I've played several blockchain games and to be honest, they're enjoyable only in the beginning when there is an incentive. Players are only motivated to play because of the incentives and the rewards that are expected to get in the end while playing the game. And I think that is a very very wrong narrative and reasoning if someone is into games. Games are meant to be enjoyed and played because they should be fun. But with integration of blockchain, there is nothing wrong with that but the motivation that sinks in to the minds of everyone is about the reward, the fun is gone. Looking at the long term sustainability of the blockchain games, they're hard if majority of the users are all earning. There must be a funding that should circulate not only with the players but also with the game itself and developers. It should be a real economy. I've played a lot in the past without blockchain and crypto and yet, they've stayed for so long because the developers are not greedy and they are maintaining a balance in the economy of it. I think this is now one of the reasons why most blockchain games are too early to die.
You make a solid point, and this is exactly why many early blockchain games have struggled—they were built around the "earn first, fun second" model, which isn’t sustainable in the long run.
A game should be enjoyable with or without incentives. The problem isn’t blockchain itself, but how it's been integrated so far. Most blockchain games have relied too much on Ponzi-like tokenomics, where the only reason people play is to extract value. Once rewards dry up, players leave, and the game dies.
The key to long-term sustainability is creating a real, balanced in-game economy where spending and earning happen naturally. Traditional games thrive because players spend money for enjoyment, not just for profit. Blockchain games should aim for the same, but with true asset ownership, fair monetization, and player-driven economies—not just endless payouts.
Take SACHI GAME as an example. It’s not built around the "earn-first" model but rather a real casino metaverse where Web3 makes sense. It’s designed for players to enjoy skill-based games like Blackjack, Roulette, and PvP battles, where blockchain enhances the experience by enabling true ownership, fair competition, and transparent transactions—not just speculative rewards.
At the end of the day, blockchain should be a tool, not the selling point. The games that succeed will be the ones that are fun first, with Web3 enhancing the experience rather than defining it.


● DIRECTIONS
Write out the following listing in full, exactly as it reads.

● SUPPLIED MATERIAL
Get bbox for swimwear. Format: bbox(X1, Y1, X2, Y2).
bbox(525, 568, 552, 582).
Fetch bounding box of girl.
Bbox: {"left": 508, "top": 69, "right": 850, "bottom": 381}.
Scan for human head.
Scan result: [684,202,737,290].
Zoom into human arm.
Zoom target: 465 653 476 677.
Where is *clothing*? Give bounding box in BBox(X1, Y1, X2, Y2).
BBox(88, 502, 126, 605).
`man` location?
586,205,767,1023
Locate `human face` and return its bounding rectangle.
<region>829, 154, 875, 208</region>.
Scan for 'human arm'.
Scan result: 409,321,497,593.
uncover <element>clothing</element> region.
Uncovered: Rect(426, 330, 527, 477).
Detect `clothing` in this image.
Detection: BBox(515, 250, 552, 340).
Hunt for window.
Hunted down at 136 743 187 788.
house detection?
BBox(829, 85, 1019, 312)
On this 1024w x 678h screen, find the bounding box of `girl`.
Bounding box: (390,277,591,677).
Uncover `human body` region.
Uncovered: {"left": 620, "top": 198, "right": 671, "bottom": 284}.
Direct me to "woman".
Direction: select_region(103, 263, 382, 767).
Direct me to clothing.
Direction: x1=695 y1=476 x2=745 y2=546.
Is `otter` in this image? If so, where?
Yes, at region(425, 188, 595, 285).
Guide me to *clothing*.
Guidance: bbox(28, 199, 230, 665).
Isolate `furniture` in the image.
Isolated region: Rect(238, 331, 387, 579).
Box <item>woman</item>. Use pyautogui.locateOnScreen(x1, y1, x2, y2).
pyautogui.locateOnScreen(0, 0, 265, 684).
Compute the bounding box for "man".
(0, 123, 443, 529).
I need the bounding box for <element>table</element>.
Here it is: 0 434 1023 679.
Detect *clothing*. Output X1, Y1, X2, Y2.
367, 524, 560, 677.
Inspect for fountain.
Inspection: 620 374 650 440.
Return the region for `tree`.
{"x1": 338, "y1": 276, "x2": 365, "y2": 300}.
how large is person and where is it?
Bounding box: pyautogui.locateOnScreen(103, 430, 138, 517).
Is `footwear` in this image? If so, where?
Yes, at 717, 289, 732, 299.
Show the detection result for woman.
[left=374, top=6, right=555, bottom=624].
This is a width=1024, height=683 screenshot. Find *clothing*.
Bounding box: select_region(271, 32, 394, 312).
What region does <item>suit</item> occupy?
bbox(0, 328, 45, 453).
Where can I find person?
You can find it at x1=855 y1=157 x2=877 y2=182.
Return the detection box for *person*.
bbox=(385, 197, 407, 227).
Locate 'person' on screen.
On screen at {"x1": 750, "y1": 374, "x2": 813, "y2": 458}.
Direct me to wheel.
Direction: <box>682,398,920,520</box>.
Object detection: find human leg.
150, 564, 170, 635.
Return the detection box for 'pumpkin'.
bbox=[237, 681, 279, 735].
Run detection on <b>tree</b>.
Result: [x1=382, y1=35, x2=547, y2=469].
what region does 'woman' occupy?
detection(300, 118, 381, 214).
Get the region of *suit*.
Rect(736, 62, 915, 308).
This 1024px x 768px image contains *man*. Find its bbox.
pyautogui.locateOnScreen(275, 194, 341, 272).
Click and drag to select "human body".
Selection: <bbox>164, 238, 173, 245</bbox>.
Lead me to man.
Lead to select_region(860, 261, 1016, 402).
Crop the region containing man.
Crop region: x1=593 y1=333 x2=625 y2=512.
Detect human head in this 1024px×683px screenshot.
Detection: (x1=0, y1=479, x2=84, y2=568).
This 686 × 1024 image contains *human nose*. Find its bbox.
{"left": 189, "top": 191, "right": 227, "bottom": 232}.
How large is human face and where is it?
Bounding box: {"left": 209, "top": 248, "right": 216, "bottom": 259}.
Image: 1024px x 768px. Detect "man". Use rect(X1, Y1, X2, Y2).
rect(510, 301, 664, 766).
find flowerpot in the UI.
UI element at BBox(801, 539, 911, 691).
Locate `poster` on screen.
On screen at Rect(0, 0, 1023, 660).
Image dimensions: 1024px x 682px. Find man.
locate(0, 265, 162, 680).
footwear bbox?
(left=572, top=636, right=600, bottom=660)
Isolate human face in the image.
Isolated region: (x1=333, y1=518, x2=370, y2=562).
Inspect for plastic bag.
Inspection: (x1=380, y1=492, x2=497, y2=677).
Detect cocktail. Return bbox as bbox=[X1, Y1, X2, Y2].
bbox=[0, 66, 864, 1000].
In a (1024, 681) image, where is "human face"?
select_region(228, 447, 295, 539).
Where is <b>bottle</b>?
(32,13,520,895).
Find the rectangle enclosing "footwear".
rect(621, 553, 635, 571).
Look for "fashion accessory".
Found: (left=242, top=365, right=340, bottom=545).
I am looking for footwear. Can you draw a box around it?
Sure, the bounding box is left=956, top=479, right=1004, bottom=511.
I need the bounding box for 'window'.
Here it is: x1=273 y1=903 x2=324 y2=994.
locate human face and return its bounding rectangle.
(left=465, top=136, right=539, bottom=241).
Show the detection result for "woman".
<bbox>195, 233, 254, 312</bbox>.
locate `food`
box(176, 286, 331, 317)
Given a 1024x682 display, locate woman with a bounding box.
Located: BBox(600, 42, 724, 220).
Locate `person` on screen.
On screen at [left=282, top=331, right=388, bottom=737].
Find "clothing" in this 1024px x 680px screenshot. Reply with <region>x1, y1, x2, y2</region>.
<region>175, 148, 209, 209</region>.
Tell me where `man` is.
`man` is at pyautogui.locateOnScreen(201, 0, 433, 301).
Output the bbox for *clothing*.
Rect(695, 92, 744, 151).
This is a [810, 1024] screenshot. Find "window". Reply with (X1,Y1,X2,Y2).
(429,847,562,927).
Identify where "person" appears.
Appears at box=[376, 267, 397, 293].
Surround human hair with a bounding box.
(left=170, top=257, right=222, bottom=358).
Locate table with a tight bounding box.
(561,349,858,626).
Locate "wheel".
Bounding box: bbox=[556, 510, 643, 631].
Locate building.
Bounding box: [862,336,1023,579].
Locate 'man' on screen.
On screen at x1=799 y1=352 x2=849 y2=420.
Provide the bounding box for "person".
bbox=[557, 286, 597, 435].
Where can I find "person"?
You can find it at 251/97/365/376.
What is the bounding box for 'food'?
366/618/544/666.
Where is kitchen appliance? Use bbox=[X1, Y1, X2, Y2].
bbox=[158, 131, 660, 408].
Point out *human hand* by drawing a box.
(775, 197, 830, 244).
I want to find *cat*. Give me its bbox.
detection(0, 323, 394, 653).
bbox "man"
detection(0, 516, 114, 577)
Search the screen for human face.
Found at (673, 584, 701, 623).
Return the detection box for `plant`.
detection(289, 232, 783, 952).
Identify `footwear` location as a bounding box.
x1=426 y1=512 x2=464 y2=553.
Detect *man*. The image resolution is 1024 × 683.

● OUTPUT FOR THIS EXERCISE
Get bbox for swimwear. Format: bbox(X1, Y1, X2, Y2).
bbox(525, 568, 552, 582).
Fetch bounding box of girl.
Bbox: {"left": 508, "top": 69, "right": 850, "bottom": 381}.
Scan for human head.
Scan result: [684,202,737,290].
Zoom into human arm.
Zoom target: 465 653 476 677.
Where is *clothing*? Give bounding box in BBox(X1, Y1, X2, Y2).
BBox(88, 502, 126, 605).
`man` location?
586,205,767,1023
Locate `human face` and return its bounding rectangle.
<region>829, 154, 875, 208</region>.
Scan for 'human arm'.
Scan result: 409,321,497,593.
uncover <element>clothing</element> region.
Uncovered: Rect(426, 330, 527, 477).
Detect `clothing` in this image.
Detection: BBox(515, 250, 552, 340).
Hunt for window.
Hunted down at 136 743 187 788.
house detection?
BBox(829, 85, 1019, 312)
On this 1024w x 678h screen, find the bounding box of `girl`.
Bounding box: (390,277,591,677).
Uncover `human body` region.
Uncovered: {"left": 620, "top": 198, "right": 671, "bottom": 284}.
Direct me to "woman".
Direction: select_region(103, 263, 382, 767).
Direct me to clothing.
Direction: x1=695 y1=476 x2=745 y2=546.
Is `otter` in this image? If so, where?
Yes, at region(425, 188, 595, 285).
Guide me to *clothing*.
Guidance: bbox(28, 199, 230, 665).
Isolate `furniture` in the image.
Isolated region: Rect(238, 331, 387, 579).
Box <item>woman</item>. Use pyautogui.locateOnScreen(x1, y1, x2, y2).
pyautogui.locateOnScreen(0, 0, 265, 684).
Compute the bounding box for "man".
(0, 123, 443, 529).
I need the bounding box for <element>table</element>.
Here it is: 0 434 1023 679.
Detect *clothing*. Output X1, Y1, X2, Y2.
367, 524, 560, 677.
Inspect for fountain.
Inspection: 620 374 650 440.
Return the region for `tree`.
{"x1": 338, "y1": 276, "x2": 365, "y2": 300}.
how large is person and where is it?
Bounding box: pyautogui.locateOnScreen(103, 430, 138, 517).
Is `footwear` in this image? If so, where?
Yes, at 717, 289, 732, 299.
Show the detection result for woman.
[left=374, top=6, right=555, bottom=624].
This is a width=1024, height=683 screenshot. Find *clothing*.
Bounding box: select_region(271, 32, 394, 312).
What region does <item>suit</item> occupy?
bbox(0, 328, 45, 453).
Where can I find person?
You can find it at x1=855 y1=157 x2=877 y2=182.
Return the detection box for *person*.
bbox=(385, 197, 407, 227).
Locate 'person' on screen.
On screen at {"x1": 750, "y1": 374, "x2": 813, "y2": 458}.
Direct me to wheel.
Direction: <box>682,398,920,520</box>.
Object detection: find human leg.
150, 564, 170, 635.
Return the detection box for 'pumpkin'.
bbox=[237, 681, 279, 735].
Run detection on <b>tree</b>.
Result: [x1=382, y1=35, x2=547, y2=469].
what region does 'woman' occupy?
detection(300, 118, 381, 214).
Get the region of *suit*.
Rect(736, 62, 915, 308).
This 1024px x 768px image contains *man*. Find its bbox.
pyautogui.locateOnScreen(275, 194, 341, 272).
Click and drag to select "human body".
Selection: <bbox>164, 238, 173, 245</bbox>.
Lead me to man.
Lead to select_region(860, 261, 1016, 402).
Crop the region containing man.
Crop region: x1=593 y1=333 x2=625 y2=512.
Detect human head in this 1024px×683px screenshot.
Detection: (x1=0, y1=479, x2=84, y2=568).
This 686 × 1024 image contains *human nose*. Find its bbox.
{"left": 189, "top": 191, "right": 227, "bottom": 232}.
How large is human face and where is it?
Bounding box: {"left": 209, "top": 248, "right": 216, "bottom": 259}.
Image: 1024px x 768px. Detect "man". Use rect(X1, Y1, X2, Y2).
rect(510, 301, 664, 766).
find flowerpot in the UI.
UI element at BBox(801, 539, 911, 691).
Locate `poster` on screen.
On screen at Rect(0, 0, 1023, 660).
Image dimensions: 1024px x 682px. Find man.
locate(0, 265, 162, 680).
footwear bbox?
(left=572, top=636, right=600, bottom=660)
Isolate human face in the image.
Isolated region: (x1=333, y1=518, x2=370, y2=562).
Inspect for plastic bag.
Inspection: (x1=380, y1=492, x2=497, y2=677).
Detect cocktail. Return bbox as bbox=[X1, Y1, X2, Y2].
bbox=[0, 66, 864, 1000].
In a (1024, 681) image, where is "human face"?
select_region(228, 447, 295, 539).
Where is <b>bottle</b>?
(32,13,520,895).
Find the rectangle enclosing "footwear".
rect(621, 553, 635, 571).
Look for "fashion accessory".
Found: (left=242, top=365, right=340, bottom=545).
I am looking for footwear. Can you draw a box around it?
Sure, the bounding box is left=956, top=479, right=1004, bottom=511.
I need the bounding box for 'window'.
Here it is: x1=273 y1=903 x2=324 y2=994.
locate human face and return its bounding rectangle.
(left=465, top=136, right=539, bottom=241).
Show the detection result for "woman".
<bbox>195, 233, 254, 312</bbox>.
locate `food`
box(176, 286, 331, 317)
Given a 1024x682 display, locate woman with a bounding box.
Located: BBox(600, 42, 724, 220).
Locate `person` on screen.
On screen at [left=282, top=331, right=388, bottom=737].
Find "clothing" in this 1024px x 680px screenshot. Reply with <region>x1, y1, x2, y2</region>.
<region>175, 148, 209, 209</region>.
Tell me where `man` is.
`man` is at pyautogui.locateOnScreen(201, 0, 433, 301).
Output the bbox for *clothing*.
Rect(695, 92, 744, 151).
This is a [810, 1024] screenshot. Find "window". Reply with (X1,Y1,X2,Y2).
(429,847,562,927).
Identify where "person" appears.
Appears at box=[376, 267, 397, 293].
Surround human hair with a bounding box.
(left=170, top=257, right=222, bottom=358).
Locate table with a tight bounding box.
(561,349,858,626).
Locate "wheel".
Bounding box: bbox=[556, 510, 643, 631].
Locate building.
Bounding box: [862,336,1023,579].
Locate 'man' on screen.
On screen at x1=799 y1=352 x2=849 y2=420.
Provide the bounding box for "person".
bbox=[557, 286, 597, 435].
Where can I find "person"?
You can find it at 251/97/365/376.
What is the bounding box for 'food'?
366/618/544/666.
Where is kitchen appliance? Use bbox=[X1, Y1, X2, Y2].
bbox=[158, 131, 660, 408].
Point out *human hand* by drawing a box.
(775, 197, 830, 244).
I want to find *cat*. Give me its bbox.
detection(0, 323, 394, 653).
bbox "man"
detection(0, 516, 114, 577)
Search the screen for human face.
Found at (673, 584, 701, 623).
Return the detection box for `plant`.
detection(289, 232, 783, 952).
Identify `footwear` location as a bounding box.
x1=426 y1=512 x2=464 y2=553.
Detect *man*. The image resolution is 1024 × 683.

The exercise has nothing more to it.